Does your PC make toast?

Well, it could with this accessory

We listen to Gamers and what product do they want the most? Turns out Gamers crave toast. Enter the CrazyPC 5.25 Bay Toaster. What better way to satisfy that late night snack craving than a healthy piece of toast? Just slide in a slice of bread - and voila you have toast in just minutes. The Bay Toaster fits in a standard 5.25 drive bay and installs in just minutes.

You think the traffic is bad here…

… at least Oklahoma City traffic isn’t quite this crazy…

*

*

I guess I won’t be eatin’ in Mississippi

The Smoking Gun is reporting that three Mississippi legislators have introduced legislation “that would make it illegal for state-licensed restaurants to serve obese patrons.” You can read the actual bill here. The report does mention that the bill is likely “dead on arrival,” but it’s the thought that counts!

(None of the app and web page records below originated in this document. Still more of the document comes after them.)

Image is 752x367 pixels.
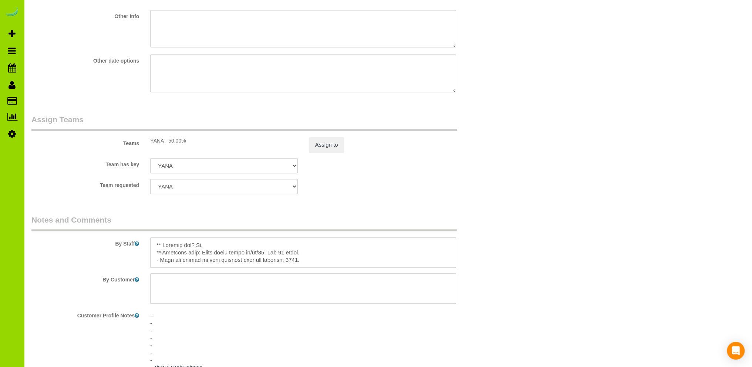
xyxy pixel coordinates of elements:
[26,54,145,64] label: Other date options
[26,309,145,319] label: Customer Profile Notes
[727,341,745,359] div: Open Intercom Messenger
[31,214,457,231] legend: Notes and Comments
[26,10,145,20] label: Other info
[26,137,145,147] label: Teams
[26,179,145,189] label: Team requested
[150,137,297,144] div: YANA - 50.00%
[4,7,19,18] img: Automaid Logo
[309,137,344,152] button: Assign to
[26,273,145,283] label: By Customer
[26,158,145,168] label: Team has key
[31,114,457,131] legend: Assign Teams
[26,237,145,247] label: By Staff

Aside from hurting my feelings and prompting me to detour around that intolerant state, it begs the question, where are overweight travelers driving through the state supposed to eat? It also makes you wonder if the restaurant industry in the state is as enthusiastic about this bill as these misguided fools politicians. Not only will they lose their most profitable customers, won’t it expose their industry as being complicit in the obesity epidemic?

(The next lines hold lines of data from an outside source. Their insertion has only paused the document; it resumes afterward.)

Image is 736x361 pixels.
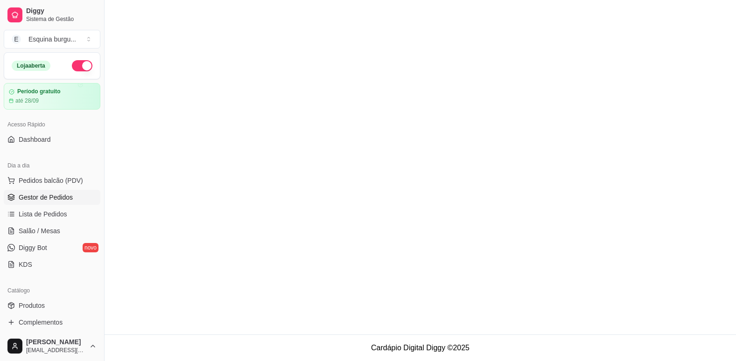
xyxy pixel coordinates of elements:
button: Alterar Status [72,60,92,71]
div: Dia a dia [4,158,100,173]
article: até 28/09 [15,97,39,105]
span: Complementos [19,318,63,327]
span: [PERSON_NAME] [26,339,85,347]
div: Acesso Rápido [4,117,100,132]
div: Esquina burgu ... [28,35,76,44]
div: Loja aberta [12,61,50,71]
span: Gestor de Pedidos [19,193,73,202]
a: Dashboard [4,132,100,147]
span: Lista de Pedidos [19,210,67,219]
a: Produtos [4,298,100,313]
span: Diggy Bot [19,243,47,253]
div: Catálogo [4,283,100,298]
span: [EMAIL_ADDRESS][DOMAIN_NAME] [26,347,85,354]
a: Complementos [4,315,100,330]
a: Lista de Pedidos [4,207,100,222]
article: Período gratuito [17,88,61,95]
span: Sistema de Gestão [26,15,97,23]
span: Salão / Mesas [19,226,60,236]
footer: Cardápio Digital Diggy © 2025 [105,335,736,361]
a: Salão / Mesas [4,224,100,239]
span: Diggy [26,7,97,15]
button: Select a team [4,30,100,49]
span: KDS [19,260,32,269]
span: Dashboard [19,135,51,144]
span: Pedidos balcão (PDV) [19,176,83,185]
a: DiggySistema de Gestão [4,4,100,26]
button: [PERSON_NAME][EMAIL_ADDRESS][DOMAIN_NAME] [4,335,100,358]
a: Gestor de Pedidos [4,190,100,205]
span: Produtos [19,301,45,311]
span: E [12,35,21,44]
button: Pedidos balcão (PDV) [4,173,100,188]
a: KDS [4,257,100,272]
a: Período gratuitoaté 28/09 [4,83,100,110]
a: Diggy Botnovo [4,240,100,255]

This doesn’t seem to be the most effective way to get people to lose weight. At least our mayor addressed our own city’s weight problem in a positive way, with a voluntary challenge to collectively lose a million pounds, rather than this police-state solution. Well, I’ll honor their intentions. This obese traveler won’t patronize any Mississippi eating establishments; in fact, I’ll just avoid the whole damn state! I wonder what this will do to the tourism in Mississippi if by some bizarre lunacy this bill were to become law.

I honestly can’t imagine that this would ever pass. And if it did, I can’t fathom that it would pass muster in the judicial process.

If nothing else, it’s more evidence (as if we needed any more such evidence) that our elected “leaders” are more consumed with the less significant, peripheral issues at the peril of the more urgent, central issues that need addressing — growing poverty, children and families without healthcare, crumbling infrastructure, faltering education, etc., etc., etc.